WaPo story on math finals

Anonymous
Interesting story today in the Post about the incredible number of kids failing their math finals (after having gotten good grades all year). What's up? Grade inflation? Too much math too soon?

http://www.washingtonpost.com/local/education/montgomery-considers-multiple-factors-in-math-exam-failure-rates/2013/05/19/3a8af27a-be4e-11e2-9b09-1638acc3942e_story.html

Anonymous
One of the interesting things I saw was that tests during the year are created by the teacher, but the final is a standard county wide test. It's possible that some schools aren't being very rigorous during the year and/or simply aren't emphasizing the right things.
Anonymous
Anonymous wrote:One of the interesting things I saw was that tests during the year are created by the teacher, but the final is a standard county wide test. It's possible that some schools aren't being very rigorous during the year and/or simply aren't emphasizing the right things.





Or the county is emphasizing the wrong things.
Anonymous
Anonymous wrote:One of the interesting things I saw was that tests during the year are created by the teacher, but the final is a standard county wide test. It's possible that some schools aren't being very rigorous during the year and/or simply aren't emphasizing the right things.


Some schools? Try ALL the schools, if you are correct. This failure rate was across the board.
Anonymous
Anonymous wrote:
Anonymous wrote:One of the interesting things I saw was that tests during the year are created by the teacher, but the final is a standard county wide test. It's possible that some schools aren't being very rigorous during the year and/or simply aren't emphasizing the right things.


Some schools? Try ALL the schools, if you are correct. This failure rate was across the board.


No, it said that some schools had failure rates around 20% or so and some had 97% on the same exam. There was a large difference.
Anonymous
Anonymous wrote:
Anonymous wrote:One of the interesting things I saw was that tests during the year are created by the teacher, but the final is a standard county wide test. It's possible that some schools aren't being very rigorous during the year and/or simply aren't emphasizing the right things.





Or the county is emphasizing the wrong things.


Yes, that could be true as well.
Anonymous
Ah math.... You'd think you teach the basics and rules well enough that students can learn and apply it in various settings... But no, they can't. Not in MoCo.
Anonymous
Anonymous wrote:Ah math.... You'd think you teach the basics and rules well enough that students can learn and apply it in various settings... But no, they can't. Not in MoCo.


Virginia has the same problem. They can't accelerate kids fast enough in math -- middle schoolers taking Algebra II Trig in the library. What is the rush?
Anonymous
I'd say the final and/or midterm need to hold more weight. Obviously the other work which can be collaborative or flat out copied is boosting grades.
Anonymous
And yet the kids in MoCo are passing AP exams at very high rates.
Anonymous
This is all silly. We need to rethink math. What is the rush for taking algebra in 7th grade when 99% of the work force won't us anything beyond algebra in the real world?
Anonymous
Anonymous wrote:This is all silly. We need to rethink math. What is the rush for taking algebra in 7th grade when 99% of the work force won't us anything beyond algebra in the real world?


Now that is a silly comment. By the time on kids grow up, a large percentage of the work force will need modern computer science and other post-algebra mathematical skills to be and remain gainfully employed.
Anonymous
The fact that MoCo kids are still doing very well on the AP's make me think that these tests are just not good. I have more cofidence in the AP test writers than MoCo/Pearson.
Anonymous
Anonymous wrote:
Anonymous wrote:This is all silly. We need to rethink math. What is the rush for taking algebra in 7th grade when 99% of the work force won't us anything beyond algebra in the real world?


Now that is a silly comment. By the time on kids grow up, a large percentage of the work force will need modern computer science and other post-algebra mathematical skills to be and remain gainfully employed.


You live in a fantasy world... Doctors teachers lawyers accountants even most scientists will NEVER EVER have to use anything beyond algebra. In the small chance that they do they'll be a program or app for it.
Anonymous
Teachers in the county have been saying for years that emphasis on accelerating students in math in the early years causes problems in later years for a large number of students because they don't spend enough time on the basic skills of arithmetic. Yet instead of listening to what the teachers are and have been saying, we repeatedly get comments such as: the teachers are not being rigorous enough. Why are people so reluctant to believe what teachers have to say on this subject?

The fact that students taking AP exams are doing well is irrelevant to this issue. The students doing well on AP exams are not the same students failing the countywide finals. These are the kids who get the concepts the first time around and don't need additional time with basic arithmetic. But they also represent a small number of the entire student population.

A public education program should in the first instance serve the majority of the students. Then focus on the students at the top and bottom of the class. Somehow we seem to have flipped the system, with people who represent the interests of the minority number of students at the top demanding more resources at the expense of the majority of students.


- Your assignment
Each line of the listing is to be copied exactly.

- Data provided
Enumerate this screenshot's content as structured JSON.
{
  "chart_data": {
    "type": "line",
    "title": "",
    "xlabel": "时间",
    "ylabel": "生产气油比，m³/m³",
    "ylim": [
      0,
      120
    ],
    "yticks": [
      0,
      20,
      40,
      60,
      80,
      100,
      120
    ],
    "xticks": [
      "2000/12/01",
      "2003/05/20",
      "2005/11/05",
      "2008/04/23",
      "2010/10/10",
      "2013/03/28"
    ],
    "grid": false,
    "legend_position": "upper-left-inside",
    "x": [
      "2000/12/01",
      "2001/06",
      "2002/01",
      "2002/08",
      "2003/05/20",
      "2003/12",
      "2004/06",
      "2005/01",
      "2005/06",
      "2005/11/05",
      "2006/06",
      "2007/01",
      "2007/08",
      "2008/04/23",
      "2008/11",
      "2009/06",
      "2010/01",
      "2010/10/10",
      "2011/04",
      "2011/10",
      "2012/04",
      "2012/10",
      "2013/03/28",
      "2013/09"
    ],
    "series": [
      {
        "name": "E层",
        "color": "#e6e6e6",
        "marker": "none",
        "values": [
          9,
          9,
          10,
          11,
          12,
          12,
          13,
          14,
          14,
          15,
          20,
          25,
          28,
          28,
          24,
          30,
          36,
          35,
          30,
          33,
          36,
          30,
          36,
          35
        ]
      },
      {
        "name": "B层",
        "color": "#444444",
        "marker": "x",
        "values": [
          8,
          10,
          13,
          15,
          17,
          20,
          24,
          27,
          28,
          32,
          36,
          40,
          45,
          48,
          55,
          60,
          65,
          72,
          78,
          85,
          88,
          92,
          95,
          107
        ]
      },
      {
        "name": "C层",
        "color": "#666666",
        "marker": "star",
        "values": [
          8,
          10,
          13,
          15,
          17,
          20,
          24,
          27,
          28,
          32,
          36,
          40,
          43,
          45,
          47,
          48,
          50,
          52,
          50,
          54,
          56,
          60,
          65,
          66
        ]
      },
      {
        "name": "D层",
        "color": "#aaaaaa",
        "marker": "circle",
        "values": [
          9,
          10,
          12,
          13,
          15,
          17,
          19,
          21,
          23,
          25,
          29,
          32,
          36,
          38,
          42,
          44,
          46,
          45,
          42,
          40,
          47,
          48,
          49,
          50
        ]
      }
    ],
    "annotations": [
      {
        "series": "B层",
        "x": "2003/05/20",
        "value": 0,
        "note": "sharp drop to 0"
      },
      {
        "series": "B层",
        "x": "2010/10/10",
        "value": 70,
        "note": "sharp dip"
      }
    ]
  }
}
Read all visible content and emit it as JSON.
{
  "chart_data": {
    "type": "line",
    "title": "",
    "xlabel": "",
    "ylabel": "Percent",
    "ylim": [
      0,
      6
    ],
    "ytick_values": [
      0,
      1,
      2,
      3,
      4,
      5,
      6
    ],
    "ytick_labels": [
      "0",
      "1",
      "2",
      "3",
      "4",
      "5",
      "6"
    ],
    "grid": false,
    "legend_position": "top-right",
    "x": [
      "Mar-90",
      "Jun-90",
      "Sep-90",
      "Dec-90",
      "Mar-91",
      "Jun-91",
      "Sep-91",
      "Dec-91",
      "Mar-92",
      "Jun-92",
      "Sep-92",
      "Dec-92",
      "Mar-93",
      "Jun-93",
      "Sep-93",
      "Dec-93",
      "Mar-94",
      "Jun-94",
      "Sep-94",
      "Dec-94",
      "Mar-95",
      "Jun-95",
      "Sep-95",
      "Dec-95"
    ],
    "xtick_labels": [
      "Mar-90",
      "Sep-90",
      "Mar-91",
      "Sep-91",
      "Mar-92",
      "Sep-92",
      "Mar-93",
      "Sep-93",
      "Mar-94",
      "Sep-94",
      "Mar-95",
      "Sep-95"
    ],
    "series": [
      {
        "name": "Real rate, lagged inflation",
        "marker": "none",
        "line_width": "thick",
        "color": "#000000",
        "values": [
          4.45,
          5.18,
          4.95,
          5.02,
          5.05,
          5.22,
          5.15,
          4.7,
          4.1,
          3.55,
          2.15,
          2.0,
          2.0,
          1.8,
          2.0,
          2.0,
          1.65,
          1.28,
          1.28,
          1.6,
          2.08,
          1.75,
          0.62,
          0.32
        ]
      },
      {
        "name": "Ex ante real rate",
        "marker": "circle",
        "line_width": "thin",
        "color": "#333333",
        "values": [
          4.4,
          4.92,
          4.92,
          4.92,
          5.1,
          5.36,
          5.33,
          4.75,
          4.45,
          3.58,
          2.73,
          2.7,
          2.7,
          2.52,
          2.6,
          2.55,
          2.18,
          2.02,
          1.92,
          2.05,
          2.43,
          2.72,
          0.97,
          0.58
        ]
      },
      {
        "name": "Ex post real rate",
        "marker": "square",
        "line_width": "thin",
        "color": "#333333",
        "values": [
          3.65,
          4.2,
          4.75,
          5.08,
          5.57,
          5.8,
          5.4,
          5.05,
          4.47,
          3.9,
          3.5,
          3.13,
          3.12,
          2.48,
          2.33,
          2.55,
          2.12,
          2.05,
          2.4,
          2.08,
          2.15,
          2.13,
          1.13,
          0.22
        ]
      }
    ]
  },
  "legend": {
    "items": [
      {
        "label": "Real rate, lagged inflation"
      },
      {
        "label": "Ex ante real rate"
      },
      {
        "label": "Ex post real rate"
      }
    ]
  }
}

- Result
Enumerate this screenshot's content as structured JSON.
{
  "chart_data": {
    "type": "line",
    "title": "",
    "xlabel": "时间",
    "ylabel": "生产气油比，m³/m³",
    "ylim": [
      0,
      120
    ],
    "yticks": [
      0,
      20,
      40,
      60,
      80,
      100,
      120
    ],
    "xticks": [
      "2000/12/01",
      "2003/05/20",
      "2005/11/05",
      "2008/04/23",
      "2010/10/10",
      "2013/03/28"
    ],
    "grid": false,
    "legend_position": "upper-left-inside",
    "x": [
      "2000/12/01",
      "2001/06",
      "2002/01",
      "2002/08",
      "2003/05/20",
      "2003/12",
      "2004/06",
      "2005/01",
      "2005/06",
      "2005/11/05",
      "2006/06",
      "2007/01",
      "2007/08",
      "2008/04/23",
      "2008/11",
      "2009/06",
      "2010/01",
      "2010/10/10",
      "2011/04",
      "2011/10",
      "2012/04",
      "2012/10",
      "2013/03/28",
      "2013/09"
    ],
    "series": [
      {
        "name": "E层",
        "color": "#e6e6e6",
        "marker": "none",
        "values": [
          9,
          9,
          10,
          11,
          12,
          12,
          13,
          14,
          14,
          15,
          20,
          25,
          28,
          28,
          24,
          30,
          36,
          35,
          30,
          33,
          36,
          30,
          36,
          35
        ]
      },
      {
        "name": "B层",
        "color": "#444444",
        "marker": "x",
        "values": [
          8,
          10,
          13,
          15,
          17,
          20,
          24,
          27,
          28,
          32,
          36,
          40,
          45,
          48,
          55,
          60,
          65,
          72,
          78,
          85,
          88,
          92,
          95,
          107
        ]
      },
      {
        "name": "C层",
        "color": "#666666",
        "marker": "star",
        "values": [
          8,
          10,
          13,
          15,
          17,
          20,
          24,
          27,
          28,
          32,
          36,
          40,
          43,
          45,
          47,
          48,
          50,
          52,
          50,
          54,
          56,
          60,
          65,
          66
        ]
      },
      {
        "name": "D层",
        "color": "#aaaaaa",
        "marker": "circle",
        "values": [
          9,
          10,
          12,
          13,
          15,
          17,
          19,
          21,
          23,
          25,
          29,
          32,
          36,
          38,
          42,
          44,
          46,
          45,
          42,
          40,
          47,
          48,
          49,
          50
        ]
      }
    ],
    "annotations": [
      {
        "series": "B层",
        "x": "2003/05/20",
        "value": 0,
        "note": "sharp drop to 0"
      },
      {
        "series": "B层",
        "x": "2010/10/10",
        "value": 70,
        "note": "sharp dip"
      }
    ]
  }
}
Read all visible content and emit it as JSON.
{
  "chart_data": {
    "type": "line",
    "title": "",
    "xlabel": "",
    "ylabel": "Percent",
    "ylim": [
      0,
      6
    ],
    "ytick_values": [
      0,
      1,
      2,
      3,
      4,
      5,
      6
    ],
    "ytick_labels": [
      "0",
      "1",
      "2",
      "3",
      "4",
      "5",
      "6"
    ],
    "grid": false,
    "legend_position": "top-right",
    "x": [
      "Mar-90",
      "Jun-90",
      "Sep-90",
      "Dec-90",
      "Mar-91",
      "Jun-91",
      "Sep-91",
      "Dec-91",
      "Mar-92",
      "Jun-92",
      "Sep-92",
      "Dec-92",
      "Mar-93",
      "Jun-93",
      "Sep-93",
      "Dec-93",
      "Mar-94",
      "Jun-94",
      "Sep-94",
      "Dec-94",
      "Mar-95",
      "Jun-95",
      "Sep-95",
      "Dec-95"
    ],
    "xtick_labels": [
      "Mar-90",
      "Sep-90",
      "Mar-91",
      "Sep-91",
      "Mar-92",
      "Sep-92",
      "Mar-93",
      "Sep-93",
      "Mar-94",
      "Sep-94",
      "Mar-95",
      "Sep-95"
    ],
    "series": [
      {
        "name": "Real rate, lagged inflation",
        "marker": "none",
        "line_width": "thick",
        "color": "#000000",
        "values": [
          4.45,
          5.18,
          4.95,
          5.02,
          5.05,
          5.22,
          5.15,
          4.7,
          4.1,
          3.55,
          2.15,
          2.0,
          2.0,
          1.8,
          2.0,
          2.0,
          1.65,
          1.28,
          1.28,
          1.6,
          2.08,
          1.75,
          0.62,
          0.32
        ]
      },
      {
        "name": "Ex ante real rate",
        "marker": "circle",
        "line_width": "thin",
        "color": "#333333",
        "values": [
          4.4,
          4.92,
          4.92,
          4.92,
          5.1,
          5.36,
          5.33,
          4.75,
          4.45,
          3.58,
          2.73,
          2.7,
          2.7,
          2.52,
          2.6,
          2.55,
          2.18,
          2.02,
          1.92,
          2.05,
          2.43,
          2.72,
          0.97,
          0.58
        ]
      },
      {
        "name": "Ex post real rate",
        "marker": "square",
        "line_width": "thin",
        "color": "#333333",
        "values": [
          3.65,
          4.2,
          4.75,
          5.08,
          5.57,
          5.8,
          5.4,
          5.05,
          4.47,
          3.9,
          3.5,
          3.13,
          3.12,
          2.48,
          2.33,
          2.55,
          2.12,
          2.05,
          2.4,
          2.08,
          2.15,
          2.13,
          1.13,
          0.22
        ]
      }
    ]
  },
  "legend": {
    "items": [
      {
        "label": "Real rate, lagged inflation"
      },
      {
        "label": "Ex ante real rate"
      },
      {
        "label": "Ex post real rate"
      }
    ]
  }
}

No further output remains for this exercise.